The Indian Institute of Management Ahmedabad’s alumni-led Healthcare Special Interest Group and TiE Mumbai organised IIMPACT HEALTH 2021: Global Shifts, Disruptions & The Age of Unicorns – Scaling Healthcare Innovation in India conclave from 16th to 17th September, 2021. The conclave brought together thought leaders, VCs, successful Indian and global healthcare and healthtech entrepreneurs to decode what it takes to build a large and successful healthcare company in India, the institutions notified via a joint statement.
The statement informed that the welcome address was conferred by Amit Mookim, President, TiE Mumbai where he underlined some of the real-world challenges to be solved by healthcare entrepreneurs. He said, “The pandemic has stretched poor healthcare infrastructure, severely impacted mental health and has increased obesity risks. This has thus accelerated tech adoption, has fast-tracked innovation and re-prioritized public health spends.”
Further, in his inaugural address Professor Saral Mukherjee, Faculty, Production and Quantitative Methods Area, IIMA, and Dean (Alumni and Externa Relations) said, “Indian pharma is at the cusp of a once-in-a-lifetime disruption with drastic change in supply chain infrastructure, decline of small traders, increased differentiation, emergence of D2C brands, centrality of supply chain analytics and shifts in power balance.”

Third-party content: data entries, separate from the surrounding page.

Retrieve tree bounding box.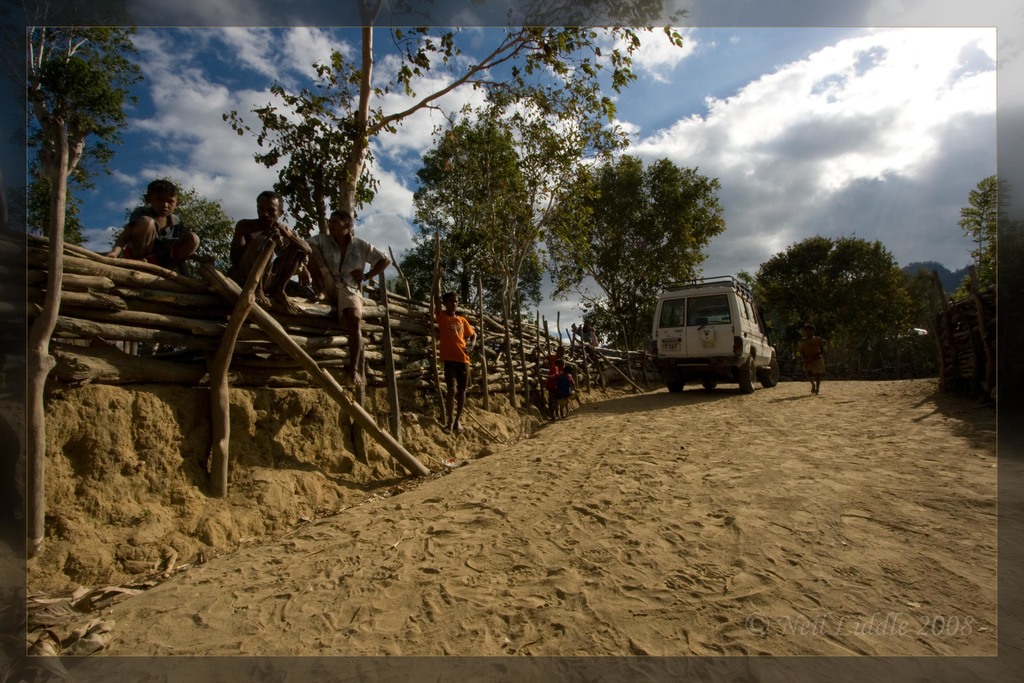
Bounding box: rect(219, 0, 716, 220).
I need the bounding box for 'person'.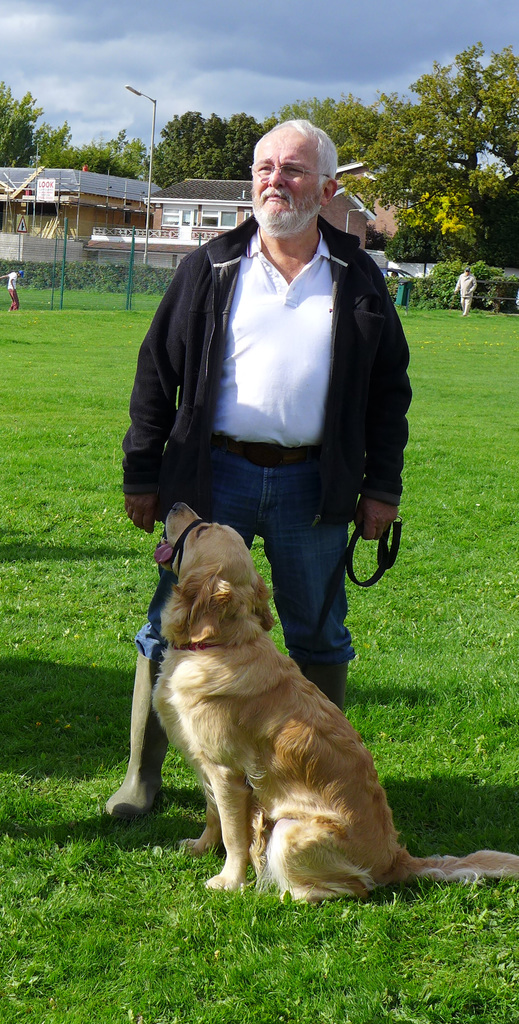
Here it is: {"x1": 132, "y1": 157, "x2": 453, "y2": 775}.
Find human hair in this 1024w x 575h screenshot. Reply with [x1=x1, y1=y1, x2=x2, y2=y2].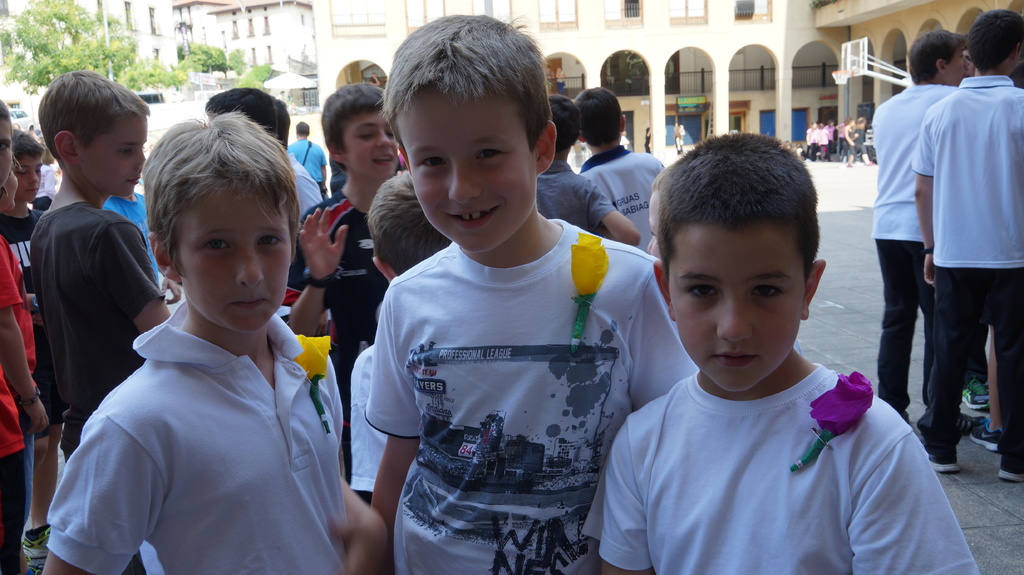
[x1=659, y1=132, x2=822, y2=285].
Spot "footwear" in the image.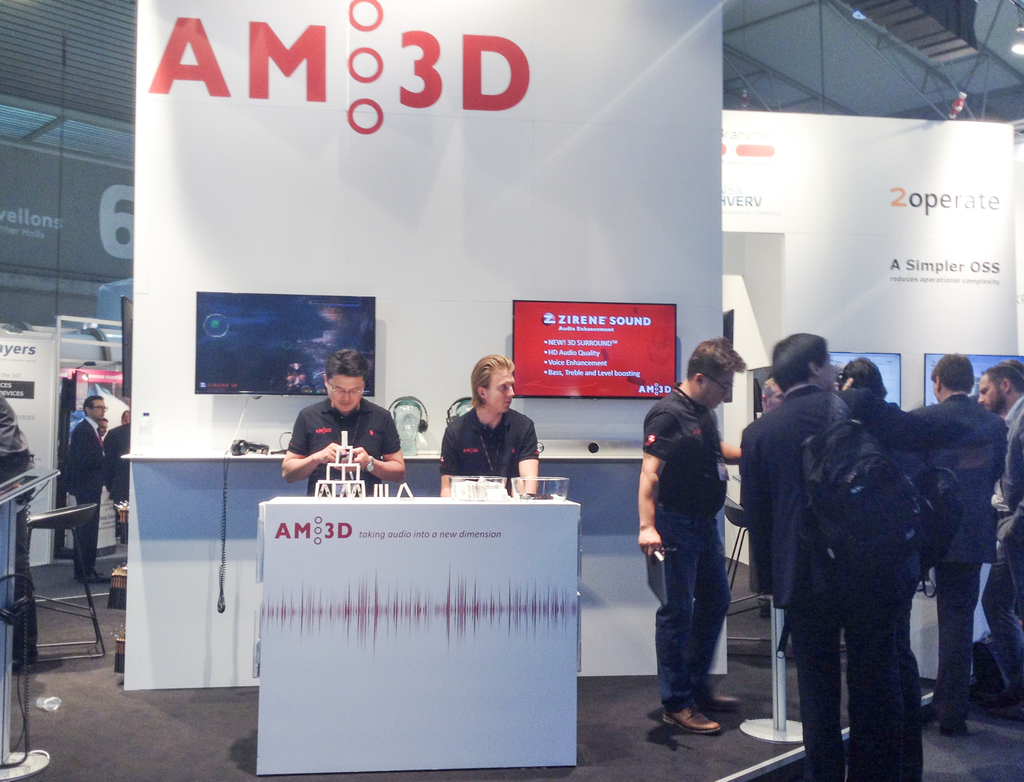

Adding to it, Sudarshan Jain, Secretary General, Indian Pharmaceutical Alliance (IPA) and anchor, IIMA Healthcare, ASIG, said, “India has gone through a lot of change in the last 18 months. Indian startups are at a cusp of great growth with the right mix of demographics and technology. Great ideas, endurance, talent and risk capital will create the right environment for success.”
Besides, Axel Baur, Senior Partner and Pharma and Healthcare Practice Leader, Asia, Mckinsey & Company, in his address, said that COVID has brought healthcare to the forefront in many ways. There is a 5-6x increase in telemedicine traffic in 2020 and IT and healthcare have seen the most PE/VC deals in ’20. Several innovations are in the pipeline, which will disrupt healthcare landscape by 2040 – These are namely innovative vaccines, cell therapy and regenerative medicine, tech-enabled care delivery, AI and cognitive devices, 3D printing, etc. He added that customer-centric digital health value pools are expected to grow at 22 per cent CAGR by 2025. Digital health is likely to grow from less than two per cent penetration currently to around 15 per cent and grow at 35 per cent CAGR. e-diagnostics, teleconsulting, e-pharmacy, B2B marketplace will comprise $31 billion online spend in 2031 while offline spend will rise to $177 billion at nine per cent CAGR.

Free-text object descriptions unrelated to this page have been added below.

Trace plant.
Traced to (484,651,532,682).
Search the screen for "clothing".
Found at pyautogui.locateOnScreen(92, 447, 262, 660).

Kiran Mazumdar Shaw, Executive Chairperson, Biocon Biologics and Executive Chairperson, Biocon, in her keynote address said that companies that challenge the status-quo, stand out and make a mark, those that differentiate and follow a business model, which is not a me-too model and create value are the ones that succeed. She added that approvability of ideas is low in biotech, the gestation period being longer; while in IT, it is much faster. VCs need to invest in high science, bold innovative ideas and understand the risk and opportunity, and know how to measure value.